Great analysis of a movement, Doug. It’s amazing how fast things can happen when enough people get behind it. The Fight for Fifteen has been successful, but, as Michael-Leonard says, workers need the $15 an hour now not 5 years from now.
Now let’s get behind a movement to tax Wall Street, and Fight Inequality by giving everybody a Guaranteed Basic Income. And let’s elect Bernie Sanders, the only guy who’s talking sense about the American economy.
Amen.
Well said, Doug. Wages high enough that people can live — and raise healthy kids and spend money at local stores — are indeed common sense. And yes we do need that now, if not yesterday. Can I add a relevant promo? This is exactly what CPI fights for locally, and our fundraiser on Oct. 1st should be a lot of fun, not to mention crucial to our budget. Get your tix: http://www.onlinecpi.org
Take it from a bank CEO: Tellers deserve $15 an hour, too
in theory a higher minimum wage sounds great – & i too have been a proponent…
… however, the reality is that costs generally rise to obliterate the gains, even more jobs are eliminated/ exported when possible, & those who are disabled, those on small pensions, & the homeless – are squeezed even harder.
nice, eh?
as i understand it Australia has a $25hr min wage, but high costs, weak currency value, & a basic 3br bungalow starts around $1 million.

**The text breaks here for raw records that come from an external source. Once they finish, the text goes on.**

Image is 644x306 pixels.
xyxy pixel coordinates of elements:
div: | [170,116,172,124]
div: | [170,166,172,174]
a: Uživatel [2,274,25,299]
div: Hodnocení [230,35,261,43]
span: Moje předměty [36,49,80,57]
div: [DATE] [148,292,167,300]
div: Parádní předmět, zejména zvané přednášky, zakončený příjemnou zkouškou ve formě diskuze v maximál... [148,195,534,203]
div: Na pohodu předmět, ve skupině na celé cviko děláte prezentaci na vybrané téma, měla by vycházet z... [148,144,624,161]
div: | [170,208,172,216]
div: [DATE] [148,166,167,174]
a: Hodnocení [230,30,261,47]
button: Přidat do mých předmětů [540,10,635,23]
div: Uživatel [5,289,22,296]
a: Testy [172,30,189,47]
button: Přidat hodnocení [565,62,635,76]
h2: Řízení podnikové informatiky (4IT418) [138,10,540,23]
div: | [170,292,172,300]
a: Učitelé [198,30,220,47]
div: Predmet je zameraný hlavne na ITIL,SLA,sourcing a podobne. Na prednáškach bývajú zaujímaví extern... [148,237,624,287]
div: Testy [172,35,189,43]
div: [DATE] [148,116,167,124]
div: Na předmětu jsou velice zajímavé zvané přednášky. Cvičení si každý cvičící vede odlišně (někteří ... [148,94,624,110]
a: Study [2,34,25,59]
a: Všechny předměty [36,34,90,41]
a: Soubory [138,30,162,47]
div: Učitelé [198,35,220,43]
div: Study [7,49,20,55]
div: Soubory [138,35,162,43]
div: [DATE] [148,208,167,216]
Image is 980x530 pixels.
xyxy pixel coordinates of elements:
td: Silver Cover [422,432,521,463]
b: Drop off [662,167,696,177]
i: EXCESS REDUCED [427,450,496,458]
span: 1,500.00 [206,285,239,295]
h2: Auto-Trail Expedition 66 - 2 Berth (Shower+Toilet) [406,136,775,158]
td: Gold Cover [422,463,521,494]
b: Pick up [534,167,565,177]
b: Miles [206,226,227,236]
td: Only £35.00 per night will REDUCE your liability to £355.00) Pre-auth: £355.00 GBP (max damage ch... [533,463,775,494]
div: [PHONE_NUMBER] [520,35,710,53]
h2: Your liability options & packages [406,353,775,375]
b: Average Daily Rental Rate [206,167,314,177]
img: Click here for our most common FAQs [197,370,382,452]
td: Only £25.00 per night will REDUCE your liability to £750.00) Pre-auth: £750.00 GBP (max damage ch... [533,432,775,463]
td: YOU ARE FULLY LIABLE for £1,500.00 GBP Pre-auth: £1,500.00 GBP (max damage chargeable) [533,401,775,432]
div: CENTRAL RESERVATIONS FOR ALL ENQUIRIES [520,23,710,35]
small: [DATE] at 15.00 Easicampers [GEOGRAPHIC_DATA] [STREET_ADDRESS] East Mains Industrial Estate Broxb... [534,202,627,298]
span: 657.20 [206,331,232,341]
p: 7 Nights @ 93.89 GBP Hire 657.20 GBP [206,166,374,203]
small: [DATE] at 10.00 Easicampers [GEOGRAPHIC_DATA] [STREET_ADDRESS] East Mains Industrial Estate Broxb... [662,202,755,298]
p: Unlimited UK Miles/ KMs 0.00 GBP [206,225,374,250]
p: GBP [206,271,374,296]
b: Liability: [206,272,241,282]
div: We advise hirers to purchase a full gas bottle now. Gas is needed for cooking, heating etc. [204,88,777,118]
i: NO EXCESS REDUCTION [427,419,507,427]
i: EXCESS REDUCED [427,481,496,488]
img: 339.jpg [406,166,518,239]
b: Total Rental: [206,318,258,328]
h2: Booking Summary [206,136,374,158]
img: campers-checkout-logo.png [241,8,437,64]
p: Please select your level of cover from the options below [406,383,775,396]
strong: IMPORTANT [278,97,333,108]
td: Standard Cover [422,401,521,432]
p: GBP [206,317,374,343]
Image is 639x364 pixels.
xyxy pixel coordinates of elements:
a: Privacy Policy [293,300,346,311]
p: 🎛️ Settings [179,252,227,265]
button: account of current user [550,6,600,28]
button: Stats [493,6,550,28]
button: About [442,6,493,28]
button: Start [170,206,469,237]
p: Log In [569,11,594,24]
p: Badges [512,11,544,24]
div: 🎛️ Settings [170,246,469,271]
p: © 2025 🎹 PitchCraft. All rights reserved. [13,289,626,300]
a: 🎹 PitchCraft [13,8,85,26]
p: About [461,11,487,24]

the actual wage rate itself isn’t as much the problem – as the wage & wealth disparity between the uber-greedy 1%ers+ & everyone else.
the superGREEDY have demonstrated a proven talent for turning any systemic changes around to their personal benefit – which is 1 reason why many who have been around a while tend to generally dislike major changes…
a few facts here might be helpful:
the minimum wage in Australia is $17.29 in au dollars/ 12.28 us(after taxes + currency difference = 9.54) Housing in Australia IS very expensive (and growing in price at near double digit rates), but the minimum wage has little to do with it. The country has a higher rate of population growth than most OECD countries (higher than China!), it’s considered one of the safest places in the world to invest and the amount of desirable land near major population centers has become scarce.
tj:
Also, it isn’t necessary to rely on theory or figures from other nations. Our minimum wage has been increased MANY times over the years (even in my own lifetime; yours too, I’m sure) and the results have always been positive. No collapse nor economic troubles have resulted.
Since it has been good before, why would anyone think it won’t be good now?